Things changed after the 1970s, when passage of the Clean Water Act resulted in the cleanup of pollution that flowed into the rivers. And over the last 20 years, a series of legally-binding agreements were entered into by state and federal regulators, citizens and owners of several dams along the Kennebec and Sebasticook Rivers to restore native fish populations to both the Kennebec and the Sebasticook. Those agreements, which were part of a massive federal, state, conservationist and angler-led effort to bring back the rivers’ decimated native fish populations, specified that if dam owners were to continue generating both power and income at their facilities, they would have to provide fish passage at dams that had historically blocked those fish from reaching their upstream spawning grounds.
But for several years now, there’s been one stubborn holdout of people resisting the tide of restoration that is making its way upriver — the members of Save Our Sebasticook, or SOS.
The group’s membership is drawn from residents along the 5.2 mile long lake-like section created in the SebasticookRiver by the Fort Halifax dam in Winslow. When the owners of that dam found that the cost of installing a fish ladder far outweighed any income they got off the dam, they applied for permission from the state and federal governments to breach the dam. They got permission from both — and howls of protest went up from SOS. Their waterfront property would be worthless without their lake-like impoundment, they said; bald eagles and other wildlife would die; toxic sediment would be exposed by the breaching; and anyway, they maintained, the agreements were made in secret and without proper public notice or input. Just about the only thing they didn’t say would happen was that the sky would fall, but it was only a matter of time.
The group has spent the past few years filing one legal and administrative appeal after another to stop the breaching of Fort Halifax. They’ve made appeals to state court. They’ve appealed to federal court. They’ve appealed to the state Board of Environmental Protection. And every single time, their appeals have been rejected.
Helped by one of the state’s most prominent law firms, the members of Save our Sebasticook have been unable to get legal traction anywhere. They’ve been told over and over again by any number of judges and agency reviewers that eagles won’t die, the agreements they’re challenging are legally defensible, toxic sediments are not a problem and indeed, it’s arguable whether their property values will plummet given the fact that they’ll be living on a lively, restored river post-breaching, rather than the fetid, algae-ridden, slow-moving river section it is now. The rulings have come down again and again, and the answer is always the same: SOS’s case has no merit.
Indeed, the owners of the dam, Florida Power and Light, have said that they’d be willing to turn the dam over to SOS or anyone else and even give them the money that would have gone into breaching it — but they haven’t had any takers. We wonder, if maintaining the dam is so important to SOS, then why don’t they take it over themselves? Because as FPL has found, it’s entirely uneconomical to keep it operating if fish passage has to be installed. Which is the reason, of course, that it will, ultimately, be breached.
That’s why we were dismayed to hear last week that, upon their latest appeal being rejected in state court, SOS intended to appeal that rejection to the state’s Supreme Court. What is it about “no” that they don’t understand? We’re sorry to see that more time will be spent not only by SOS’s volunteer lawyers, but by attorneys working for the public, on a quixotic quest that is clearly going to end in defeat for SOS — but a victory for the river. SOS certainly has the right to continue its roadblocking, but that doesn’t make it right to do so. The Kennebec and the Sebasticook are on their way back to restoration, and the members of SOS are standing in the way only temporarily of something that is unstoppable.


**Exercise**
What is asked for is the whole listing, given again word for word.
::::::::
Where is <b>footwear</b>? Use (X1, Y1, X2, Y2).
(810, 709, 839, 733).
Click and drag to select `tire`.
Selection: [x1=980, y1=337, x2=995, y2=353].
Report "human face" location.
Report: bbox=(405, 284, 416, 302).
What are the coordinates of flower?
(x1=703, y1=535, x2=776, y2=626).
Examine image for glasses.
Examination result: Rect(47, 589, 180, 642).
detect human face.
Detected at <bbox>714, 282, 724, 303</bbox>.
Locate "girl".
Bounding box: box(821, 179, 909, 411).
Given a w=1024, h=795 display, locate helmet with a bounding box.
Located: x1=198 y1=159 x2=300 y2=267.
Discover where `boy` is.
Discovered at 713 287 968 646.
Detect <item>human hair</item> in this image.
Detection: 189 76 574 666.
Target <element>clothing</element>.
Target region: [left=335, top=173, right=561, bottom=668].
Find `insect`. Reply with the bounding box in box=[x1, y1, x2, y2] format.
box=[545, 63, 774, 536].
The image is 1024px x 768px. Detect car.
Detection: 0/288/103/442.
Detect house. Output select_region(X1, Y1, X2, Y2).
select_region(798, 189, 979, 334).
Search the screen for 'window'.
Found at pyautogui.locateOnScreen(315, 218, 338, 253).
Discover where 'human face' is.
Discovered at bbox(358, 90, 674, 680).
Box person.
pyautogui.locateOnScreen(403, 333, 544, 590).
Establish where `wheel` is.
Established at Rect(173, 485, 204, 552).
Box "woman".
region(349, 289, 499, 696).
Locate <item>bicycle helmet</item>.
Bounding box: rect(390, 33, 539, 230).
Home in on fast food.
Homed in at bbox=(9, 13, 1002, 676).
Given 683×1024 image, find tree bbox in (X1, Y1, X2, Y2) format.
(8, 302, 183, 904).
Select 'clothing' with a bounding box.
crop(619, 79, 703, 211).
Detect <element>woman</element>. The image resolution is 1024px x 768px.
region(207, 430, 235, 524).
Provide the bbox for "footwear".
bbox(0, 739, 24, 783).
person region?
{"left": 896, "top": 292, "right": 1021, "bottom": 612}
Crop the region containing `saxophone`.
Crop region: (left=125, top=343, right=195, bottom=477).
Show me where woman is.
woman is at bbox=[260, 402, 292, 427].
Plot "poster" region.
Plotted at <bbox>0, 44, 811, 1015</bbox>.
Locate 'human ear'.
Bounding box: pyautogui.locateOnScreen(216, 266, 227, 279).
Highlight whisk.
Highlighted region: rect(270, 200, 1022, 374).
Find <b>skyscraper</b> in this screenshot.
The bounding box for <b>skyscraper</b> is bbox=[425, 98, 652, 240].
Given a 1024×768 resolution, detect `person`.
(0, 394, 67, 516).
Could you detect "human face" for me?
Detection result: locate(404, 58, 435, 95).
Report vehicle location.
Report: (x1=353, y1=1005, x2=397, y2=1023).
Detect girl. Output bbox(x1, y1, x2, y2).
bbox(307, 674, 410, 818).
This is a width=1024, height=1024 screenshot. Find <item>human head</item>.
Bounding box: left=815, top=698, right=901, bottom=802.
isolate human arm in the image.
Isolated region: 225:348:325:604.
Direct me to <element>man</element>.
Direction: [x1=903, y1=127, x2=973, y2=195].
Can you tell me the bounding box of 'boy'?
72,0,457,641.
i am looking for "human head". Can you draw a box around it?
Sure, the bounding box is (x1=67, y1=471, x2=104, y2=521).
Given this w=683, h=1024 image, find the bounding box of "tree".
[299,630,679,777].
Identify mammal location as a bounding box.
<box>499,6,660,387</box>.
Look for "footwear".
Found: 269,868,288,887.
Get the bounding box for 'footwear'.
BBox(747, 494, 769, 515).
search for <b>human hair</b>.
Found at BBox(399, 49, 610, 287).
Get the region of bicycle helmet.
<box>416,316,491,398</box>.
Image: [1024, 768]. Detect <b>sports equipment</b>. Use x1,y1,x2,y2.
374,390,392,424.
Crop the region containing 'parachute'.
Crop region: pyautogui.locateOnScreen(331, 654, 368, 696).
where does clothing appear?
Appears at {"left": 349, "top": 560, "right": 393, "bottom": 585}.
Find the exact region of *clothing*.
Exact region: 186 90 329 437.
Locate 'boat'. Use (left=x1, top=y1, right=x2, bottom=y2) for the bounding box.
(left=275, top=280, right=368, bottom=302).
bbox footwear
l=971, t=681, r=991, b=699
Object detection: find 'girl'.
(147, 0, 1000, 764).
::::::::
**Result**
Where is <b>footwear</b>? Use (X1, Y1, X2, Y2).
(810, 709, 839, 733).
Click and drag to select `tire`.
Selection: [x1=980, y1=337, x2=995, y2=353].
Report "human face" location.
Report: bbox=(405, 284, 416, 302).
What are the coordinates of flower?
(x1=703, y1=535, x2=776, y2=626).
Examine image for glasses.
Examination result: Rect(47, 589, 180, 642).
detect human face.
Detected at <bbox>714, 282, 724, 303</bbox>.
Locate "girl".
Bounding box: box(821, 179, 909, 411).
Given a w=1024, h=795 display, locate helmet with a bounding box.
Located: x1=198 y1=159 x2=300 y2=267.
Discover where `boy` is.
Discovered at 713 287 968 646.
Detect <item>human hair</item> in this image.
Detection: 189 76 574 666.
Target <element>clothing</element>.
Target region: [left=335, top=173, right=561, bottom=668].
Find `insect`. Reply with the bounding box in box=[x1, y1, x2, y2] format.
box=[545, 63, 774, 536].
The image is 1024px x 768px. Detect car.
Detection: 0/288/103/442.
Detect house. Output select_region(X1, Y1, X2, Y2).
select_region(798, 189, 979, 334).
Search the screen for 'window'.
Found at pyautogui.locateOnScreen(315, 218, 338, 253).
Discover where 'human face' is.
Discovered at bbox(358, 90, 674, 680).
Box person.
pyautogui.locateOnScreen(403, 333, 544, 590).
Establish where `wheel` is.
Established at Rect(173, 485, 204, 552).
Box "woman".
region(349, 289, 499, 696).
Locate <item>bicycle helmet</item>.
Bounding box: rect(390, 33, 539, 230).
Home in on fast food.
Homed in at bbox=(9, 13, 1002, 676).
Given 683×1024 image, find tree bbox in (X1, Y1, X2, Y2) format.
(8, 302, 183, 904).
Select 'clothing' with a bounding box.
crop(619, 79, 703, 211).
Detect <element>woman</element>. The image resolution is 1024px x 768px.
region(207, 430, 235, 524).
Provide the bbox for "footwear".
bbox(0, 739, 24, 783).
person region?
{"left": 896, "top": 292, "right": 1021, "bottom": 612}
Crop the region containing `saxophone`.
Crop region: (left=125, top=343, right=195, bottom=477).
Show me where woman is.
woman is at bbox=[260, 402, 292, 427].
Plot "poster" region.
Plotted at <bbox>0, 44, 811, 1015</bbox>.
Locate 'human ear'.
Bounding box: pyautogui.locateOnScreen(216, 266, 227, 279).
Highlight whisk.
Highlighted region: rect(270, 200, 1022, 374).
Find <b>skyscraper</b> in this screenshot.
The bounding box for <b>skyscraper</b> is bbox=[425, 98, 652, 240].
Given a 1024×768 resolution, detect `person`.
(0, 394, 67, 516).
Could you detect "human face" for me?
Detection result: locate(404, 58, 435, 95).
Report vehicle location.
Report: (x1=353, y1=1005, x2=397, y2=1023).
Detect girl. Output bbox(x1, y1, x2, y2).
bbox(307, 674, 410, 818).
This is a width=1024, height=1024 screenshot. Find <item>human head</item>.
Bounding box: left=815, top=698, right=901, bottom=802.
isolate human arm in the image.
Isolated region: 225:348:325:604.
Direct me to <element>man</element>.
Direction: [x1=903, y1=127, x2=973, y2=195].
Can you tell me the bounding box of 'boy'?
72,0,457,641.
i am looking for "human head". Can you draw a box around it?
Sure, the bounding box is (x1=67, y1=471, x2=104, y2=521).
Given this w=683, h=1024 image, find the bounding box of "tree".
[299,630,679,777].
Identify mammal location as a bounding box.
<box>499,6,660,387</box>.
Look for "footwear".
Found: 269,868,288,887.
Get the bounding box for 'footwear'.
BBox(747, 494, 769, 515).
search for <b>human hair</b>.
Found at BBox(399, 49, 610, 287).
Get the region of bicycle helmet.
<box>416,316,491,398</box>.
Image: [1024, 768]. Detect <b>sports equipment</b>. Use x1,y1,x2,y2.
374,390,392,424.
Crop the region containing 'parachute'.
Crop region: pyautogui.locateOnScreen(331, 654, 368, 696).
where does clothing appear?
Appears at {"left": 349, "top": 560, "right": 393, "bottom": 585}.
Find the exact region of *clothing*.
Exact region: 186 90 329 437.
Locate 'boat'. Use (left=x1, top=y1, right=x2, bottom=y2) for the bounding box.
(left=275, top=280, right=368, bottom=302).
bbox footwear
l=971, t=681, r=991, b=699
Object detection: find 'girl'.
(147, 0, 1000, 764).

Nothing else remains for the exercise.